The Nordic Africa Institute

Commentary

The past haunts upcoming Ivorian elections

A woman has her finger dipped in ink after voting in legislative by-elections in Grand Laho, Côte d′Ivoire, in 2013. Photo: UN/Hien Macline

A woman has her finger dipped in ink after voting in legislative by-elections in Grand Laho, Côte d′Ivoire, in 2013. Photo: UN/Hien Macline

Date • 4 Sep 2020

Can Côte d'Ivoire’s democracy survive the test of the upcoming presidential election? President Ouattara’s decision to run for a controversial third term in office, following the death of his preferred-successor, has stirred tensions from the country’s violent past.

When President Alassane Dramane Ouattara in March announced his retirement, he had planned for a smooth transition of power. The country’s Prime Minister Amadou Gon Coulibaly, who had worked alongside Ouattara for 30 years, had been chosen to represent the ruling party in the presidential election on 31 October. However, when Coulibaly died from heart failure on 8 July, everything changed.

President Ouattara announced that, “given these exceptional circumstances”, he would run for a third term in office. The Ivorian constitution only allows two terms.

The political opposition strongly criticised the announcement. Clashes broke out in the streets, leaving at least six people dead. It brought back memories from the post-electoral crisis in 2011, when former strongman Laurent Gbagbo refused to cede power to Ouattara after losing the election.

“Ouattara’s decision has released extreme tensions”, says NAI researcher Jesper Bjarnesen. He adds that Côte d'Ivoire’s political landscape has been polarised since the 2010–11 crisis.

“In the run-up to the election, the ruling coalition has fractured completely, which means that the incumbent president is facing some of his archenemies from the country’s violent past”.

NAI researcher Jesper Bjarnesen.

Jesper Bjarnesen. Photo: Mattias Sköld

His strongest opponent is the former president Henri Konan Bédié, who was Ouattara’s main ally when he won the 2010 and 2015 elections.

In the central town of Daoukro, a stronghold of Bédié, supporters of the two rival candidates clashed in the days after Ouattara’s announcement, leading to the deaths of four people. Clashes have also been reported in other parts of the country.

Ouattara and his supporters view the new constitution, which was approved in 2016 following his re-election, as giving him the legal right to run for president again. The opposition maintains that the two-term limit still stands.

Similar extensions of an incumbent president’s rule through constitutional revisions have taken place in other African countries, such as Burundi and Rwanda.

“However, we should be careful not to judge Ouattara as an archetypical president-for-life. Rather, his intention to stay in power seems to have been brought on by the unfortunate circumstances in the past months. This does not justify his decision, but it does paint a different picture”, says Bjarnesen.

Ouattara is popular among many Ivorians because the country has become more stable and prosperous during his ten years in office. The national economy has grown by an average of 8 percent per year since Ouattara, a former director of the African Department at the IMF, came to power.

However, the president’s work to promote national reconciliation is less impressive, according to Bjarnesen. “While focusing on the economy, he has allowed political polarisation to continue”.

Even before the death of Coulibaly, many Ivorians feared that the country´s conflict-ridden past would come back to haunt the 2020 election, according to Bjarnesen.

He says that while the current wave of violence is unlikely to lead to civil war, it does seriously threaten Côte d'Ivoire’s democratic trajectory.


» **Work request**
Below are records to be repeated exactly. Leave their pictures behind.

» **Available data**
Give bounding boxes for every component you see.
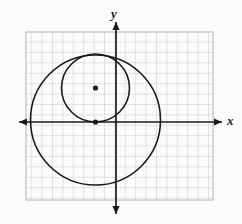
x-axis-left-arrowhead <box>19 118 27 125</box>
grid-group <box>26 32 213 200</box>
tangent-point-on-x-axis <box>93 119 98 124</box>
plot-canvas <box>0 0 242 224</box>
coordinate-plane-figure: y x <box>0 0 242 224</box>
x-axis-label: x <box>227 114 234 127</box>
small-circle-center-point <box>93 85 98 90</box>
y-axis-down-arrowhead <box>112 206 119 214</box>
grid-area <box>26 32 213 200</box>
y-axis-label: y <box>111 7 117 20</box>
x-axis-right-arrowhead <box>214 118 222 125</box>
y-axis-up-arrowhead <box>112 22 119 30</box>
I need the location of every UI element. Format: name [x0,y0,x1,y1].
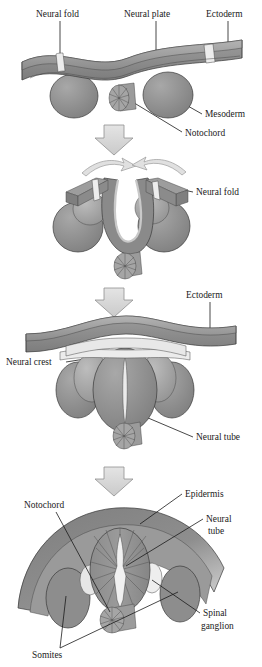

» **Written solution**
Give bounding boxes for every component you see.
x-axis-left-arrowhead <box>19 118 27 125</box>
grid-group <box>26 32 213 200</box>
tangent-point-on-x-axis <box>93 119 98 124</box>
plot-canvas <box>0 0 242 224</box>
coordinate-plane-figure: y x <box>0 0 242 224</box>
x-axis-label: x <box>227 114 234 127</box>
small-circle-center-point <box>93 85 98 90</box>
y-axis-down-arrowhead <box>112 206 119 214</box>
grid-area <box>26 32 213 200</box>
y-axis-label: y <box>111 7 117 20</box>
x-axis-right-arrowhead <box>214 118 222 125</box>
y-axis-up-arrowhead <box>112 22 119 30</box>
I need the location of every UI element. Format: name [x0,y0,x1,y1].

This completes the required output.